UAE: Understanding Roles, Licensing in PPAC: Key Insights

  1. Roles
  2. Licenses
  3. Capabilities

In this post we will cover the subject related to roles, licenses and permissions in relation to the Power Platform Administration Center and D365FO.

The most important question to start with is who can create environments in the admin center. By default, everyone in your company can create environments for Low Code scenarios. So, one of the first things to do is to immediately limit this to specific administrators.

When you access the power platform, you can click on the tenant settings tab, and you can disable this command so that only specific administrators can deploy environments and start consuming capacity. MS introduced the concept of service level administrators.

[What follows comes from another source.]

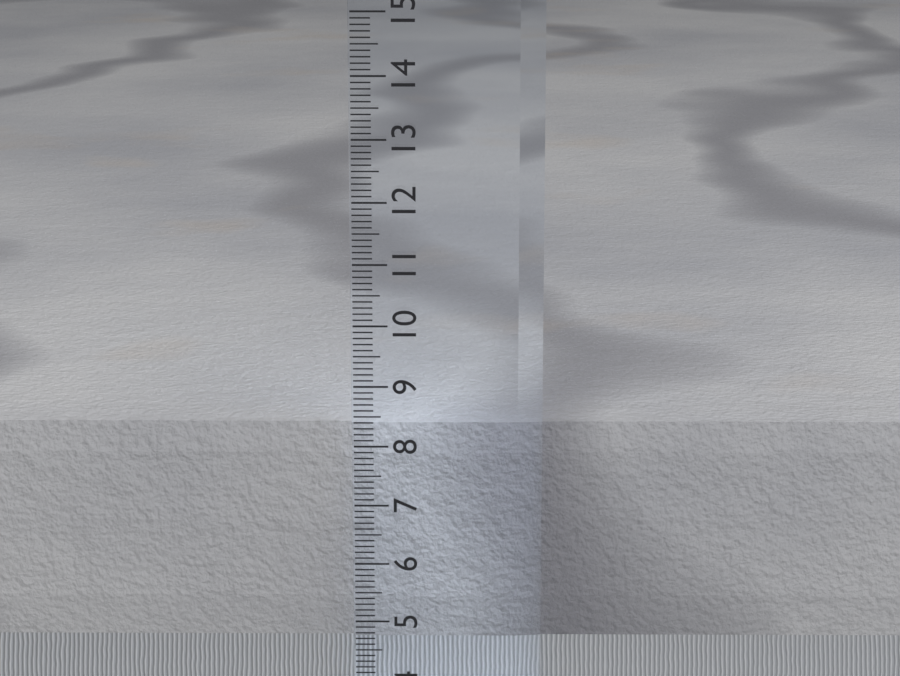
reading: 8.3 cm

These functions are based on the roles of Azure Active Directory or Microsoft Entra, and you can assign them from the 365 admin center, or you can go to the Azure portal and click tenant to access users and manage roles. The first role we have available is the Dynamics 365 administrator role. This role can manage about anything, which is test management, sandbox, or production environments. You can install FNO and other Dynamics applications in these environments, you can manage their settings in Dataverse.

But we also have the role of administrator of the power platform that can do everything that D365 administration can do, as well as manage developer-type environments, tenants settings, as well as governance and billing policies.

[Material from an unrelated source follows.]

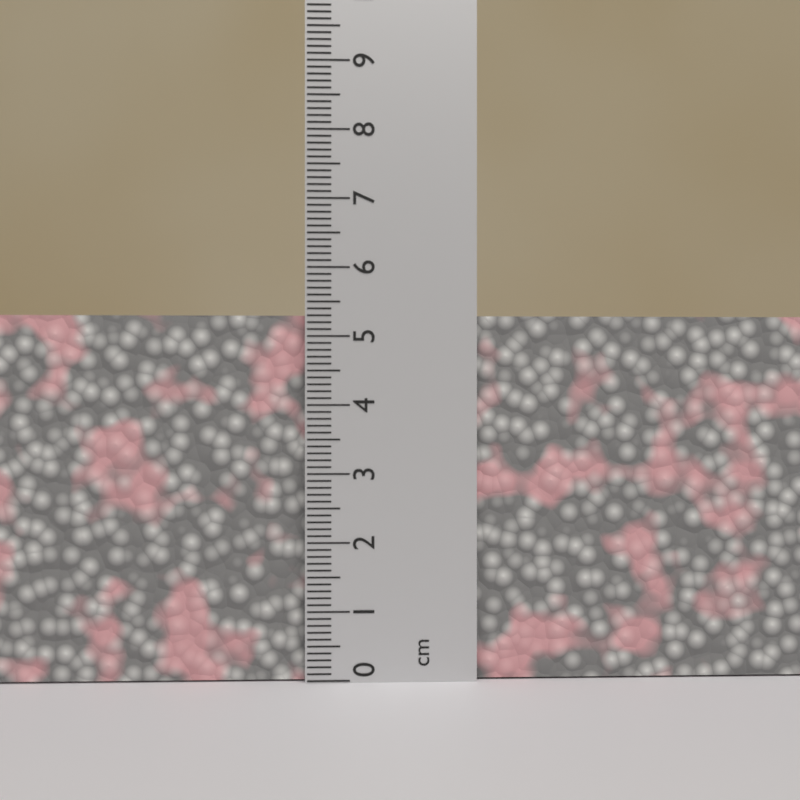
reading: 5.3 cm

This role is also used for partners when they make requests for delegated administration.

The service level administrator can see everything through the tenant. In LCS we had the concept of project that partitioned environments where I can only see the environments in my project and not the environments of other projects. We have isolation and therefore the same kind of capacity in PPAC. We do not have the concept of a project. So, what is done here: we have the role of environment administrator, and so you can assign each environment to a dedicated administrator.

When you do this, that user will only see the environments they are the administrator of when they connect to the power platform. I can click on this environment and do what I want with it. I can change the settings; I can delete it. I can restore it; I can copy it. I could only copy it in another environment of which I am also the administrator. There are therefore levels of Administrators: the service administrator can work through the whole tenant while the environment administrator can only work on these environments.

When you create an environment in the admin center you will use templates to speed up deployments through bundles. So, for Finance and Operation we have a Finance Template (included with the Finance license) which includes the D365FO application as well as Copilot for Finance and Reporting and we have a supply chain management template with the same D365FO application that includes Copilot for SCM and inventory visibility. So that’s how these different licensing models interact. They provide a starting point.

But of course, after the environment is created, a finance client could install the copilot for SCM and vice versa.

You also get the capacity that is expressed in gigabytes. You will see here the overview of the gigabytes for Dataverse, those available for D365FO.

The good news about the power platform is that we no longer have an environment-based purchasing model. It is all about capacity. You can have any number of environments if you have the capacity to deploy.

We are moving from a procurement model based on environmental locations to a capacity-based model.

When you purchase a license for an application such as Dynamics 365 Finance or Dynamics 365 Supply Chain Management, your tenant provides 60 GB of operations database capacity and additional 10 GB of Dataverse database capacity. With each user license, you receive an incremental amount of Dataverse database and operations database capacity.

A license is required to create or install a Finance and Operations application in the Power Platform admin center. You must also have at least 1 GB of D365FO Database and Dataverse Database capacity to provision an additional environment. If you have available capacity, you can simply create a new environment. This is based on the number of licenses you have purchased.

As part of the capacity-based model, both sandbox and production environments benefit from the same level of compute performance. This capacity is based on the number of user licenses purchased and increases or decreases dynamically as you adjust your license quantities.